Russia stakes claims to Arctic resource base
The Russian bear is starting to throw its weight around in more than Georgia these days, making it clear the use of a mini-submarine to plant a flag under the North Pole last year was more than just an empty gesture.
At the same time Canadian Prime Minister Stephen Harper took senior cabinet ministers to Inuvik, Northwest Territories, last month to bolster his claims to Arctic sovereignty, there was an unparalleled gathering of Russia’s national security council to drive home Security Secretary Nikolai Patrushev’s assertion that the Arctic will become its “major strategic resource base.”
The council, comprising defense and interior ministers and speakers of Russia’s legislative houses, met at the Nagurskaya military base on a High Arctic island.
Harper, in his pre-election campaign polar trek, said the discovery so far of oil, natural gas, minerals and diamonds in the Beaufort, Eastern Arctic, Nunavut, NWT and Yukon is “merely the tip of the proverbial iceberg.”
Certain of Canada’s territorial claims to a large chunk of the Arctic, he said its share of “this incredible endowment will fuel the prosperity of our country for generations.”

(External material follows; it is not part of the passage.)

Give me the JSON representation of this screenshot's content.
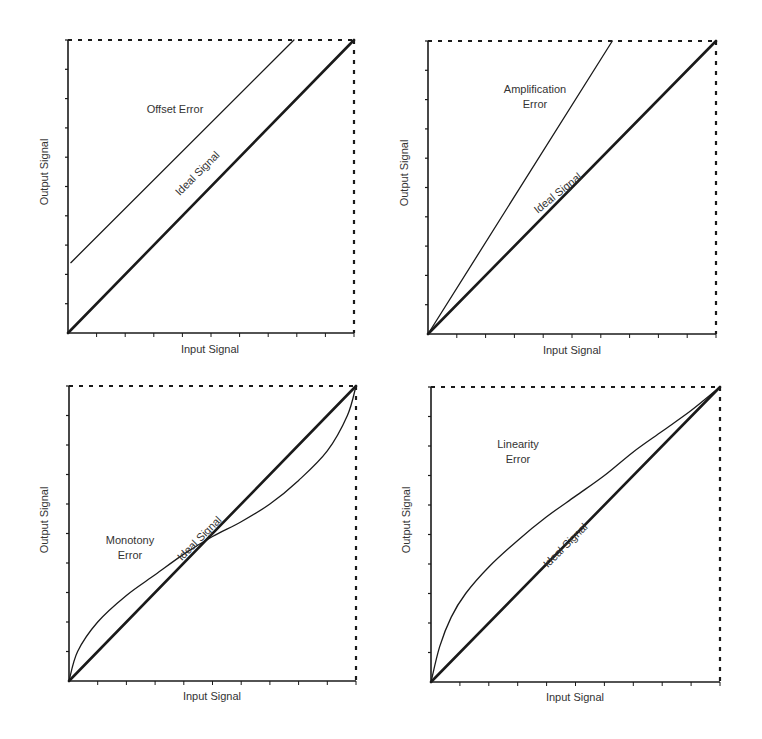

The Russians are just as confident they have rights, prompting Canada’s Defense Minister Peter MacKay to acknowledge that “we’re obviously very much concerned about much of what Russia has been doing lately.”

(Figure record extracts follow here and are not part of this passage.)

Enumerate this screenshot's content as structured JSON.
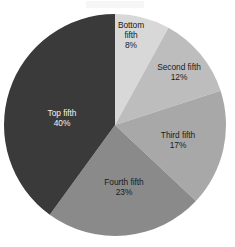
{
  "chart_data": {
    "type": "pie",
    "title": "",
    "subtitle": "",
    "xlabel": "",
    "ylabel": "",
    "legend_position": "none",
    "grid": false,
    "start_angle_deg": 0,
    "direction": "clockwise",
    "units": "percent",
    "total": 100,
    "categories": [
      "Bottom fifth",
      "Second fifth",
      "Third fifth",
      "Fourth fifth",
      "Top fifth"
    ],
    "values": [
      8,
      12,
      17,
      23,
      40
    ],
    "value_labels": [
      "8%",
      "12%",
      "17%",
      "23%",
      "40%"
    ],
    "colors": [
      "#d8d8d8",
      "#bdbdbd",
      "#a8a8a8",
      "#8a8a8a",
      "#3a3a3a"
    ],
    "slices": [
      {
        "name": "Bottom fifth",
        "label_line1": "Bottom",
        "label_line2": "fifth",
        "value": 8,
        "value_label": "8%",
        "color": "#d8d8d8",
        "text_color": "#1b1b1b",
        "label_x": 131,
        "label_y": 36
      },
      {
        "name": "Second fifth",
        "label_line1": "Second fifth",
        "label_line2": "",
        "value": 12,
        "value_label": "12%",
        "color": "#bdbdbd",
        "text_color": "#1b1b1b",
        "label_x": 179,
        "label_y": 73
      },
      {
        "name": "Third fifth",
        "label_line1": "Third fifth",
        "label_line2": "",
        "value": 17,
        "value_label": "17%",
        "color": "#a8a8a8",
        "text_color": "#1b1b1b",
        "label_x": 178,
        "label_y": 141
      },
      {
        "name": "Fourth fifth",
        "label_line1": "Fourth fifth",
        "label_line2": "",
        "value": 23,
        "value_label": "23%",
        "color": "#8a8a8a",
        "text_color": "#1b1b1b",
        "label_x": 124,
        "label_y": 188
      },
      {
        "name": "Top fifth",
        "label_line1": "Top fifth",
        "label_line2": "",
        "value": 40,
        "value_label": "40%",
        "color": "#3a3a3a",
        "text_color": "#f2f2f2",
        "label_x": 62,
        "label_y": 119
      }
    ],
    "geometry": {
      "center_x": 115,
      "center_y": 125,
      "radius": 111
    },
    "background_color": "#ffffff"
  }
}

He said Canada has been on the alert lately for Arctic patrol flights by Russian bombers, intercepting those planes with F0-18s.

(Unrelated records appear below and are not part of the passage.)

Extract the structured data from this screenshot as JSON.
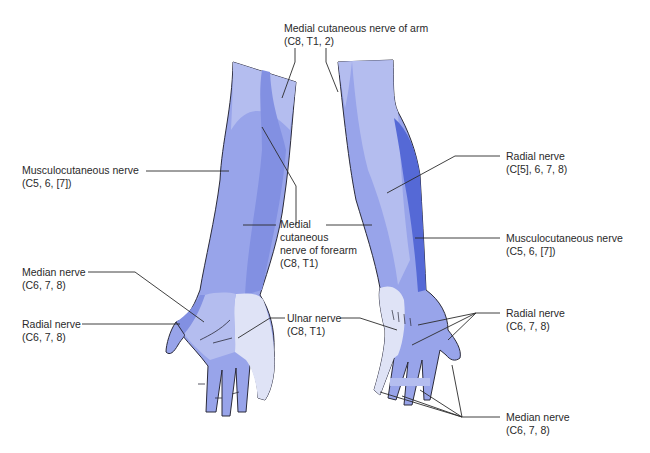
{
  "figure": {
    "colors": {
      "background": "#ffffff",
      "outline": "#2b2b3a",
      "leader_line": "#2b2b2b",
      "lightest": "#dfe3f6",
      "light": "#b4bdef",
      "mid": "#98a4ea",
      "medium_dark": "#8290e2",
      "dark": "#5569d6"
    },
    "labels": {
      "medial_cutaneous_arm": {
        "name": "Medial cutaneous nerve of arm",
        "roots": "(C8, T1, 2)"
      },
      "musculocutaneous_left": {
        "name": "Musculocutaneous nerve",
        "roots": "(C5, 6, [7])"
      },
      "medial_cutaneous_forearm": {
        "line1": "Medial",
        "line2": "cutaneous",
        "line3": "nerve of forearm",
        "roots": "(C8, T1)"
      },
      "median_left": {
        "name": "Median nerve",
        "roots": "(C6, 7, 8)"
      },
      "radial_left": {
        "name": "Radial nerve",
        "roots": "(C6, 7, 8)"
      },
      "ulnar": {
        "name": "Ulnar nerve",
        "roots": "(C8, T1)"
      },
      "radial_upper_right": {
        "name": "Radial nerve",
        "roots": "(C[5], 6, 7, 8)"
      },
      "musculocutaneous_right": {
        "name": "Musculocutaneous nerve",
        "roots": "(C5, 6, [7])"
      },
      "radial_hand_right": {
        "name": "Radial nerve",
        "roots": "(C6, 7, 8)"
      },
      "median_right": {
        "name": "Median nerve",
        "roots": "(C6, 7, 8)"
      }
    }
  }
}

“We remind them that this is sovereign Canadian airspace and they turn back,” MacKay said. “And we’re going to continue to do that.”
But turning back doesn’t mean a retreat by Russia whose President Dmitry Medvedev said Sept. 17 his country should legislate its claims to disputed Arctic territory.
“We must finalize and adopt a federal law on the southern border of Russia’s Arctic zone,” he told Russia’s Security Council.
“We have to ensure the long-term national interests of Russia in the Arctic,” Medvedev said.
Russia, the United States, Canada, Norway and Denmark have until May 2009 to file new ownership claims with a United Nations commission.
That’s where Russia is expected to insist it has jurisdiction over much of the Arctic because of an underwater ridge linking Siberia to the seabed that extends under the North Pole.